__EXERCISE REQUIREMENTS__. The result should be the lines from the one holding "The width and height of the screenshot is (773, 532)." to the final line of the records below, repeated exactly and with no pictures.

__SUPPLIED RECORDS__.
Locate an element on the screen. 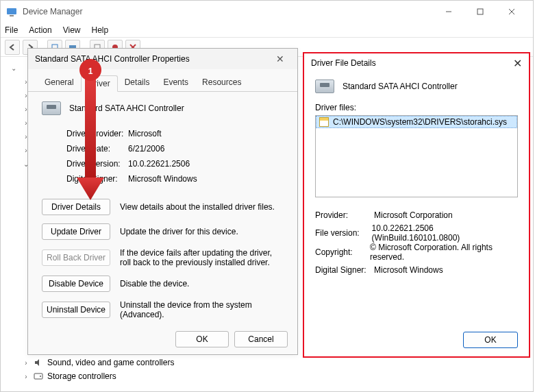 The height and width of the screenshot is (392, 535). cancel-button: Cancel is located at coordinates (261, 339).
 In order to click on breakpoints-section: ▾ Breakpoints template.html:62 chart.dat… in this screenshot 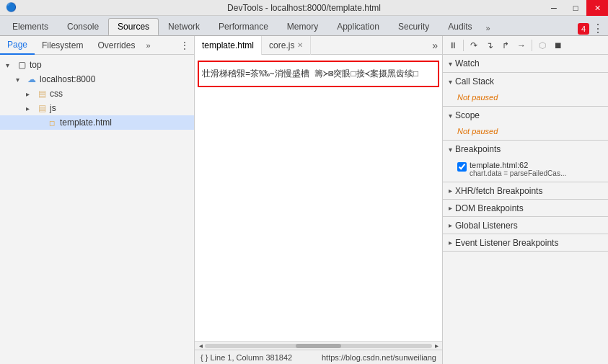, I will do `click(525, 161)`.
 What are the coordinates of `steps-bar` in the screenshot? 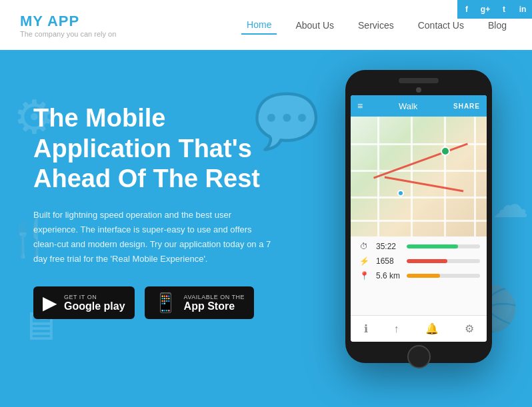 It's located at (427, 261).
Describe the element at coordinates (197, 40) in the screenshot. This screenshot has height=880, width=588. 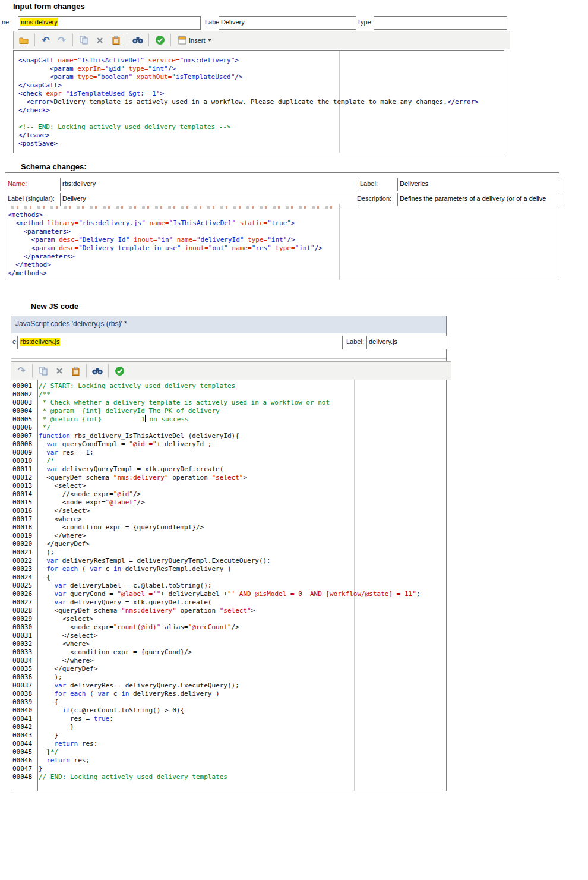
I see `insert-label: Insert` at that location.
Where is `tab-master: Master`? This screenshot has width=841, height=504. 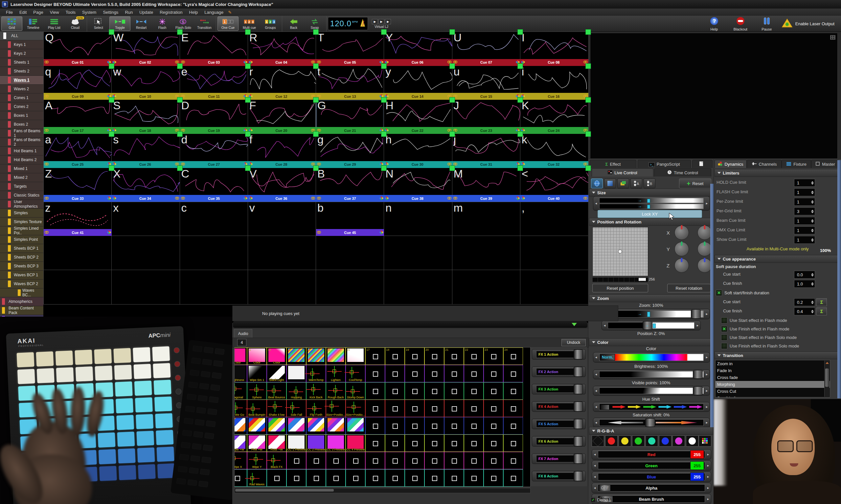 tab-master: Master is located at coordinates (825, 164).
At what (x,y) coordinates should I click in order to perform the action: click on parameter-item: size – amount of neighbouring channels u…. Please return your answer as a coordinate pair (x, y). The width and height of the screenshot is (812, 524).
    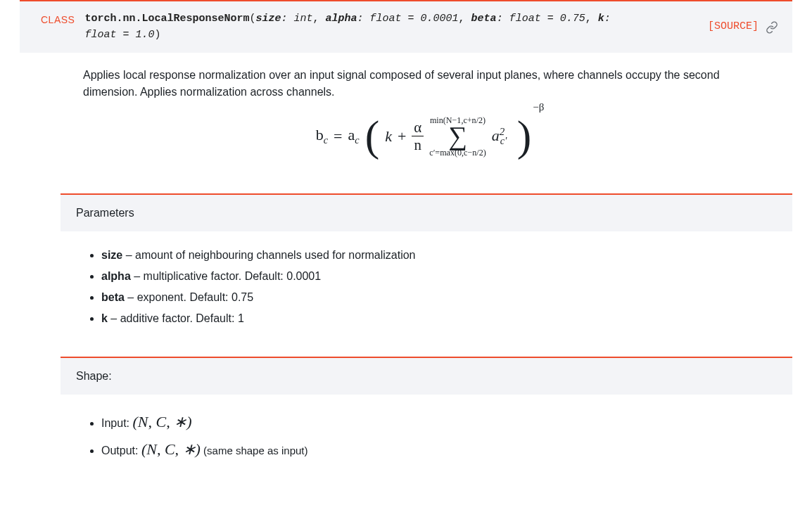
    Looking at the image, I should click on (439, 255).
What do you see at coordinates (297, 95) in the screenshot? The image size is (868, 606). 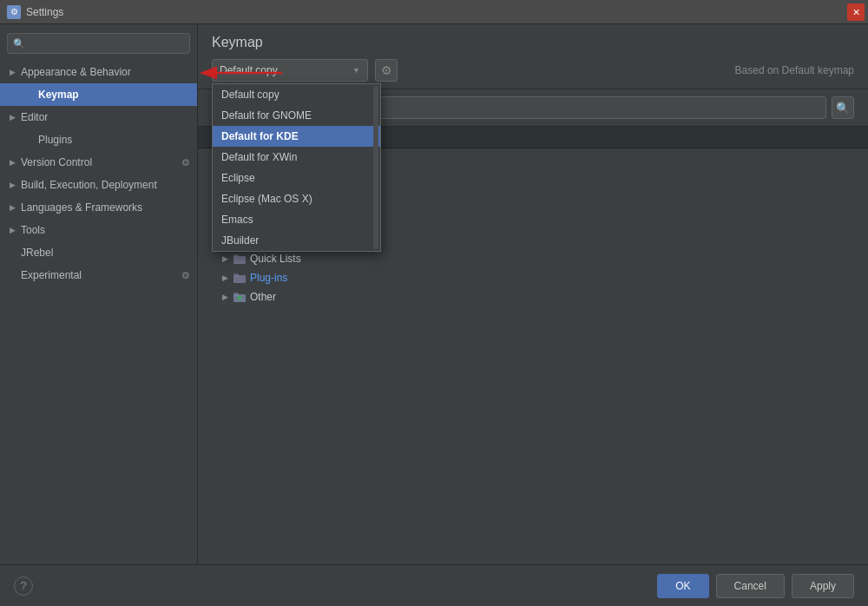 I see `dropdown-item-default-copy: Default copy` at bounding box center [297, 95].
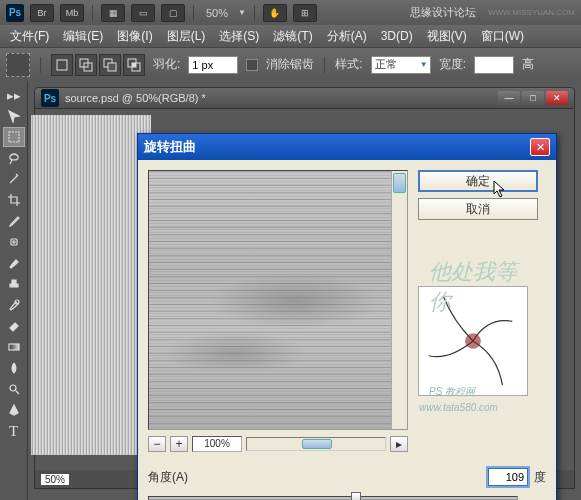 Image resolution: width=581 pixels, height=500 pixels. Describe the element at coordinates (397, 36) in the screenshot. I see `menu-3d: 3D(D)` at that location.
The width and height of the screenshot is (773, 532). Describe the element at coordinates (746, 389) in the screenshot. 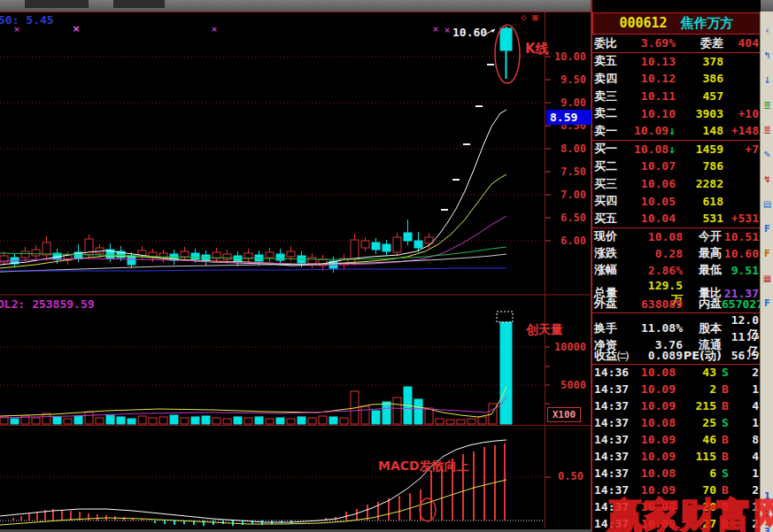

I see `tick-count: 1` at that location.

__WRITTEN REPLY__.
The width and height of the screenshot is (773, 532). Describe the element at coordinates (746, 389) in the screenshot. 

I see `tick-count: 1` at that location.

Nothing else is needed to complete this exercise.